NASA: With Martian ice discovered, major tests beginning

Programmers also building patch to fix software bug that caused loss of some photos

After a technical glitch and the loss of data earlier this week, NASA engineers and scientists are finally finding what they'd hoped to discover in the latest Mars mission -- signs of elements that could support life.

Dice-size pieces of whitish matter dug up in a trench on the Martian north pole appears to be ice, according to Ray Arvidson, a co-investigator for Mars Lander's robotic arm team and a professor at Washington University in St. Louis. Dug up in a 7-to-8-cm-deep trench by the Lander's robotic arm, the material disappeared after being exposed to sunlight, leading scientists to believe it was ice that simply melted.

The chunks were left at the bottom of a trench that NASA engineers have dubbed "Dodo-Goldilocks" on June 15, during the 20th Martian day since landing. Several chunks were gone when the Phoenix Lander examined the trench about four days later. The material, which is brighter than the soil around it, looks white or even blue under color enhancements.

And ice -- or rather water -- is exactly what scientists were hoping to find on Mars.

"This week has been like a month's worth of adrenalin," said Arvidson. "If they're ice deposits, they should disappear because water ice is not stable on the surface of Mars at that latitude.... And it's gone. It's disappeared. As soon as the sun hit that material, it disappeared. It's ice. This is why we went, so it's pretty exciting."

Arvidson said while they were waiting to see how the whitish chunks would respond to being left out in the sun, they instructed the robotic arm on the Lander to dig other trenches. During one of the digs, the robotic arm faulted out, stopping sampling in its tracks. Arvidson explained that the robot hit a very hard material, and after the third time, it automatically stopped work on the job. "It's pretty smart in terms of software," he added. "If the motors on three joints exceed a certain limit, the arm thinks, 'This is too much for me. I'm going to stop and just wait for new instructions.'"

The professor noted that parts of that last trench are white or blue in appearance. "In this case, we think we actually hit pore ice, which is ice intermixed with the pores of the soil," said Arvidson. "It's exactly what we expect. About five centimeters down, we predicted the ice would start. The pores of the soil would be filled with ice. We can scrape it and rasp it. We'll unfold our full arsenal of ice-attack tools."

That means scientists have found ice in two different trenches -- finds that Arvidson called "spectacularly good".

"If we can confirm that there is water or ice there, it will tell us there is a potential for life," said Matthew Robinson, the robotic arm flight software engineer at the Jet Propulsion Laboratory. "Water is one of the main elements of life. It goes back to the fundamental question of 'Are we alone out there?' Is there life there even in a microscopic form? Or is there the possibility that there used to be life?

"If microscopic life exists elsewhere, other life could exist elsewhere," he added.

Now NASA's scientists are getting ready to launch a major series of tests. The next step is for programmers to send code to the robotic arm that instructs it to scoop up more soil and deliver it to three different onboard analyzers -- an oven that will bake it and test the gases that are emitted, a microscopic imager that will send photos back to Earth, and a wet chemistry lab.

The Lander already has sent back initial images from the microscope of an earlier soil sample. Arvidson said it's difficult to interpret the images without considering them along with data from the other analyzers.

These successes come after a software glitch earlier this week that caused data to be lost.

Arvidson said that the Lander lost some pictures, but they can be reacquired once the software bug is fixed. He explained that the Lander has a flash drive that stores 116Mbit of data and then sends that information back to NASA. He noted that the problem doesn't lie with the hardware. Rather, it's an issue of competing priorities trying to write to the flash at the same time.

Programmers are working on a patch for the problem now.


*Work instructions*: Your task is to return all the entries below exactly, with every picture omitted.

==== Records for this exercise

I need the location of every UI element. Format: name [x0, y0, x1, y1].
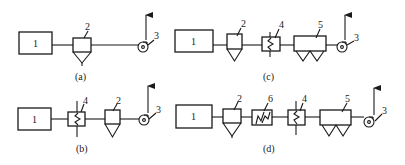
heat-exchanger-icon	[262, 32, 280, 57]
fan-label: 3	[354, 32, 359, 43]
fan-icon	[364, 117, 374, 127]
cyclone-label: 2	[237, 93, 242, 104]
caption-a: (a)	[75, 71, 86, 83]
furnace-label: 1	[32, 114, 37, 125]
heat-exchanger-label: 4	[83, 95, 88, 106]
panel-d: 1 2 6 4 5	[176, 88, 387, 155]
spark-arrester-icon	[252, 110, 272, 125]
spark-arrester-label: 6	[268, 93, 273, 104]
caption-c: (c)	[263, 71, 274, 83]
cyclone-icon	[105, 110, 120, 137]
furnace-label: 1	[191, 36, 196, 47]
bag-filter-icon	[294, 36, 326, 61]
bag-filter-label: 5	[345, 93, 350, 104]
caption-b: (b)	[76, 143, 88, 155]
fan-label: 3	[382, 105, 387, 116]
heat-exchanger-icon	[68, 101, 85, 137]
cyclone-label: 2	[116, 95, 121, 106]
bag-filter-icon	[320, 110, 351, 136]
cyclone-label: 2	[241, 18, 246, 29]
heat-exchanger-icon	[288, 101, 305, 135]
fan-label: 3	[154, 30, 159, 41]
dust-removal-diagram: 1 2 3 (a) 1 2	[0, 0, 405, 165]
cyclone-icon	[227, 34, 242, 61]
panel-a: 1 2 3 (a)	[19, 15, 159, 83]
heat-exchanger-label: 4	[279, 19, 284, 30]
cyclone-label: 2	[85, 21, 90, 32]
furnace-label: 1	[33, 38, 38, 49]
furnace-label: 1	[191, 111, 196, 122]
bag-filter-label: 5	[318, 19, 323, 30]
fan-icon	[139, 115, 149, 125]
cyclone-icon	[223, 109, 241, 138]
fan-icon	[138, 42, 148, 52]
panel-c: 1 2 4 5 3 (c)	[175, 15, 359, 83]
panel-b: 1 4 2 3 (b)	[18, 86, 161, 155]
fan-icon	[337, 42, 347, 52]
fan-label: 3	[156, 104, 161, 115]
cyclone-icon	[73, 38, 91, 66]
caption-d: (d)	[263, 143, 275, 155]
heat-exchanger-label: 4	[302, 93, 307, 104]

========

*Written answer*:
I need the location of every UI element. Format: name [x0, y0, x1, y1].
heat-exchanger-icon	[262, 32, 280, 57]
fan-label: 3	[354, 32, 359, 43]
fan-icon	[364, 117, 374, 127]
cyclone-label: 2	[237, 93, 242, 104]
caption-a: (a)	[75, 71, 86, 83]
furnace-label: 1	[32, 114, 37, 125]
heat-exchanger-label: 4	[83, 95, 88, 106]
panel-d: 1 2 6 4 5	[176, 88, 387, 155]
spark-arrester-icon	[252, 110, 272, 125]
spark-arrester-label: 6	[268, 93, 273, 104]
caption-c: (c)	[263, 71, 274, 83]
cyclone-icon	[105, 110, 120, 137]
furnace-label: 1	[191, 36, 196, 47]
bag-filter-icon	[294, 36, 326, 61]
bag-filter-label: 5	[345, 93, 350, 104]
caption-b: (b)	[76, 143, 88, 155]
fan-label: 3	[382, 105, 387, 116]
heat-exchanger-icon	[68, 101, 85, 137]
cyclone-label: 2	[116, 95, 121, 106]
bag-filter-icon	[320, 110, 351, 136]
cyclone-label: 2	[241, 18, 246, 29]
heat-exchanger-icon	[288, 101, 305, 135]
fan-label: 3	[154, 30, 159, 41]
dust-removal-diagram: 1 2 3 (a) 1 2	[0, 0, 405, 165]
cyclone-icon	[227, 34, 242, 61]
panel-a: 1 2 3 (a)	[19, 15, 159, 83]
heat-exchanger-label: 4	[279, 19, 284, 30]
cyclone-label: 2	[85, 21, 90, 32]
furnace-label: 1	[33, 38, 38, 49]
furnace-label: 1	[191, 111, 196, 122]
bag-filter-label: 5	[318, 19, 323, 30]
fan-icon	[139, 115, 149, 125]
cyclone-icon	[223, 109, 241, 138]
fan-icon	[138, 42, 148, 52]
panel-c: 1 2 4 5 3 (c)	[175, 15, 359, 83]
panel-b: 1 4 2 3 (b)	[18, 86, 161, 155]
fan-icon	[337, 42, 347, 52]
fan-label: 3	[156, 104, 161, 115]
cyclone-icon	[73, 38, 91, 66]
caption-d: (d)	[263, 143, 275, 155]
heat-exchanger-label: 4	[302, 93, 307, 104]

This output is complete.